Neuroblast-specific chromatin landscapes allows the integration of spatial and temporal cues during Drosophila neurogenesis

  1. Sonia Q Sen
  2. Sachin Chanchani
  3. Tony D Southall
  4. Chris Q Doe  Is a corresponding author
  1. Howard Hughes Medical Institute, University of Oregon, United States
  2. Imperial College London, United Kingdom

Abstract

Spatial and temporal cues are required to specify neuronal diversity, but how these cues are integrated in neural progenitors remains unknown. Drosophila progenitors (neuroblasts) are a good model: they are individually identifiable with relevant spatial and temporal transcription factors known. Here we test whether spatial/temporal factors act independently or sequentially in neuroblasts. We used Targeted-DamID to identify genomic binding sites of the Hunchback temporal factor in two neuroblasts (NB5-6 and NB7-4) that make different progeny. Hunchback targets were different in each neuroblast, ruling out the independent specification model. Moreover, each neuroblast had distinct open chromatin domains, which correlated with differential Hb-bound loci in each neuroblast. Importantly, Gsb/Pax3 spatial factor binding correlated with open chromatin in NB5-6, but not NB7-4. Our data support a model in which early-acting spatial factors establish neuroblast-specific open chromatin domains, leading to neuroblast-specific temporal factor binding and the production of different neurons in each neuroblast lineage.

Data availability

Data are available via the NCBI Gene Expression Omnibus database (accession number GSE123272).

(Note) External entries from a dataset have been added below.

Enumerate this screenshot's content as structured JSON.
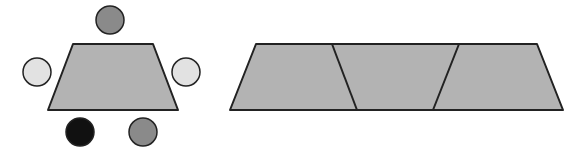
{
  "colors": {
    "background": "#ffffff",
    "stroke": "#222222",
    "trapezoid_fill": "#b3b3b3",
    "seat_medium": "#8a8a8a",
    "seat_light": "#e2e2e2",
    "seat_dark": "#111111"
  },
  "left_figure": {
    "description": "Single trapezoid table with five seats",
    "table": {
      "points": "73,44 153,44 178,110 48,110"
    },
    "seats": [
      {
        "name": "top",
        "cx": 110,
        "cy": 20,
        "r": 14,
        "tone": "seat_medium"
      },
      {
        "name": "left",
        "cx": 37,
        "cy": 72,
        "r": 14,
        "tone": "seat_light"
      },
      {
        "name": "right",
        "cx": 186,
        "cy": 72,
        "r": 14,
        "tone": "seat_light"
      },
      {
        "name": "bottom-left",
        "cx": 80,
        "cy": 132,
        "r": 14,
        "tone": "seat_dark"
      },
      {
        "name": "bottom-right",
        "cx": 143,
        "cy": 132,
        "r": 14,
        "tone": "seat_medium"
      }
    ]
  },
  "right_figure": {
    "description": "Three trapezoids joined in a row (alternating orientation)",
    "outline": {
      "points": "256,44 537,44 563,110 230,110"
    },
    "dividers": [
      {
        "x1": 332,
        "y1": 44,
        "x2": 357,
        "y2": 110
      },
      {
        "x1": 459,
        "y1": 44,
        "x2": 433,
        "y2": 110
      }
    ]
  }
}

The following data sets were generated
The following previously published data sets were used

Article and author information

Author details

  1. Sonia Q Sen

    Institute of Neuroscience, Howard Hughes Medical Institute, University of Oregon, Eugene, United States
    Competing interests
    The authors declare that no competing interests exist.
  2. Sachin Chanchani

    Institute of Neuroscience, Howard Hughes Medical Institute, University of Oregon, Eugene, United States
    Competing interests
    The authors declare that no competing interests exist.
  3. Tony D Southall

    Department of Life Sciences, Imperial College London, London, United Kingdom
    Competing interests
    The authors declare that no competing interests exist.
    ORCID icon "This ORCID iD identifies the author of this article:" 0000-0002-8645-4198
  4. Chris Q Doe

    Institute of Neuroscience, Howard Hughes Medical Institute, University of Oregon, Eugene, United States
    For correspondence
    cdoe@uoregon.edu
    Competing interests
    The authors declare that no competing interests exist.
    ORCID icon "This ORCID iD identifies the author of this article:" 0000-0001-5980-8029

Funding

Howard Hughes Medical Institute

  • Chris Q Doe

National Institutes of Health (HD27056)

  • Chris Q Doe

The funders had no role in study design, data collection and interpretation, or the decision to submit the work for publication.

Copyright

© 2019, Sen et al.

This article is distributed under the terms of the Creative Commons Attribution License permitting unrestricted use and redistribution provided that the original author and source are credited.